"I might have taken you home," she said then. "We could have had tea in my den. No doubt Countess Zattiany was returning with mother, who, it seems, has always adored her——"
"This is ever so much nicer, for we are far less likely to be interrupted. I haven't had a real talk with you for months."
And he gave her a look of boyish pleasure, wholly insincere, but so well done that she flushed slightly.
"Is that my fault? There was a time when you came almost every day. And then you never came in the same way again." It evidently cost her something to say this, for her flush deepened, but she managed a glance of dignified archness.
"Oh, remember I had a villainous attack of the flu, and after that there were arrears of work to make up. Moreover, the dramatic critic came down with an even longer attack and they piled his work on me. I don't know what it is to 'drop in' these days."
"Well—are you always to be driven to death? I read your column religiously and it runs so smoothly and spontaneously that it doesn't seem possible it can take you more than an hour to write it."
"An hour! Little you know. And subjects don't drop out of the clouds, dear Anne. I have to go through all the newspapers, read an endless number of books—not all fiction by a long sight—glance through the magazines, reviews, weekly publications and foreign newspapers, read my rivals' columns, go about among the Sophisticates, attend first-nights, prize-fights, and even see the best of the movies. I assure you it's a dog's life."
"It sounds tremendously interesting. Far, far more so than my own. I am so tired of that! I—that is one thing I wanted to talk to you about—I meant to bring it up at my dinner—I wish you would introduce me to some of your Sophisticates. Uncle Din says they are the most interesting people in New York and that he always feels young again when he is at one of their parties. Will you take me to one?"
"Of course I will. The novelty might amuse you——"
"It's not only novelty I want. I want really to know people whose minds are constantly at work, who are doing the things we get the benefit of when we are intelligent enough to appreciate them. I cannot go on in the old way any longer. I paint more or less and read a great deal—still on the lines you laid down. But one cannot paint and read and walk and motor and dance all the time. Even if I had not gone to France I should have become as bored and disgusted as I am now. You know that I have a mind. What has it to feed on? I don't mean, of course, that all the women I know are fools. Some of them no doubt are cleverer than I am. But all the girls of my set—except Marian Lawrence, and we don't get on very well—are married; and some have babies, some have lovers, some are mad about bridge, a few have gone in for politics, which don't interest me, and those that the war made permanently serious devote themselves to charities and reform movements. The war spoilt me for mere charity work—although I give a charity I founded one afternoon a week—and mother does enough for one family anyhow. I see no prospect of marrying—I don't know a young man who wants to talk anything but sport and prohibition—you are an oasis. There you are! The Sophisticates are an inspiration. I am sure they will save my life."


Each line of the data below containing "Aura" needs to be listed.
══ EXTRACTED INFORMATION ══
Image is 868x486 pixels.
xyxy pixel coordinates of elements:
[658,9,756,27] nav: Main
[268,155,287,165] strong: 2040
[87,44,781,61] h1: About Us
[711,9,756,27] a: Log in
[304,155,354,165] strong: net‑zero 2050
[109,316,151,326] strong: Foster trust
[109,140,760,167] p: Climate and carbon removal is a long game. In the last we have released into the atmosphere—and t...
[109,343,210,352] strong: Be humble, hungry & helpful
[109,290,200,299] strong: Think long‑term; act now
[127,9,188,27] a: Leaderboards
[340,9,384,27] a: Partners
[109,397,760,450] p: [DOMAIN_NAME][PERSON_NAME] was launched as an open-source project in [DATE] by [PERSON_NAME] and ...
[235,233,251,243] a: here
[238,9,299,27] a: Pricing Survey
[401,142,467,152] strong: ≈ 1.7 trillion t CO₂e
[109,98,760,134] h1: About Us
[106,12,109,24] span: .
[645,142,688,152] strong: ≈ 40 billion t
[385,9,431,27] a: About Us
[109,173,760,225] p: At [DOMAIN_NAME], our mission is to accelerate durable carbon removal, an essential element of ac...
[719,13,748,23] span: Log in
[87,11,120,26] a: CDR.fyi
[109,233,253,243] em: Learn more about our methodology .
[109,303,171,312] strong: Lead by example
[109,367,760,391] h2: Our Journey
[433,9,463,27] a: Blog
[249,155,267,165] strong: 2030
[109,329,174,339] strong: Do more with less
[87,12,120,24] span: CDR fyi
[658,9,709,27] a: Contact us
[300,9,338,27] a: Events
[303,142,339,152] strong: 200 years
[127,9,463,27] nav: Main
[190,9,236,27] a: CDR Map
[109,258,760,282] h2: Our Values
═══
══ EXTRACTED INFORMATION ══
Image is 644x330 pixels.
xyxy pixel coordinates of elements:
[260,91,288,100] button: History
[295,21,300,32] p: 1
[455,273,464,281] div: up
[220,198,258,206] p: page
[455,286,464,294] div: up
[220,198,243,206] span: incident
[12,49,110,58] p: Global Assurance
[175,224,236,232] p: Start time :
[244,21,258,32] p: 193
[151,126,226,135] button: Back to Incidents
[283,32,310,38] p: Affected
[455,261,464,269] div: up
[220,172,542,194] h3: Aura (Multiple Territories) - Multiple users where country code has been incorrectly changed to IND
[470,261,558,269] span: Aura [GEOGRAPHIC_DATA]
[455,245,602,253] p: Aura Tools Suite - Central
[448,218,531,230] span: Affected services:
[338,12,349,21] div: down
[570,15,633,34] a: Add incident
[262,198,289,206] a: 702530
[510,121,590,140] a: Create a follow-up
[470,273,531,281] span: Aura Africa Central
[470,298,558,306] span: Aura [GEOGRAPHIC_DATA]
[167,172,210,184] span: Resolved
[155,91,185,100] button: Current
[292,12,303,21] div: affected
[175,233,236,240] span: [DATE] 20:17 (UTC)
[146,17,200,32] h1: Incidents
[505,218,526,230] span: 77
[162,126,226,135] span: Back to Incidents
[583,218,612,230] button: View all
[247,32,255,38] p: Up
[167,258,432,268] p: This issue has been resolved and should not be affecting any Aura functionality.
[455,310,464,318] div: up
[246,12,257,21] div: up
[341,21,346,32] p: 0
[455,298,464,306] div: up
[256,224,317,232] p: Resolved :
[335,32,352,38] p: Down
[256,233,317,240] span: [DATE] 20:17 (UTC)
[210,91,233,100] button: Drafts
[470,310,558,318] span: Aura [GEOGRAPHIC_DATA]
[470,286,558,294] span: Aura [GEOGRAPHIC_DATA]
═══
**WRITTEN RESPONSE**
[220,172,542,194] h3: Aura (Multiple Territories) - Multiple users where country code has been incorrectly changed to IND
[470,261,558,269] span: Aura [GEOGRAPHIC_DATA]
[455,245,602,253] p: Aura Tools Suite - Central
[470,273,531,281] span: Aura Africa Central
[470,298,558,306] span: Aura [GEOGRAPHIC_DATA]
[167,258,432,268] p: This issue has been resolved and should not be affecting any Aura functionality.
[470,310,558,318] span: Aura [GEOGRAPHIC_DATA]
[470,286,558,294] span: Aura [GEOGRAPHIC_DATA]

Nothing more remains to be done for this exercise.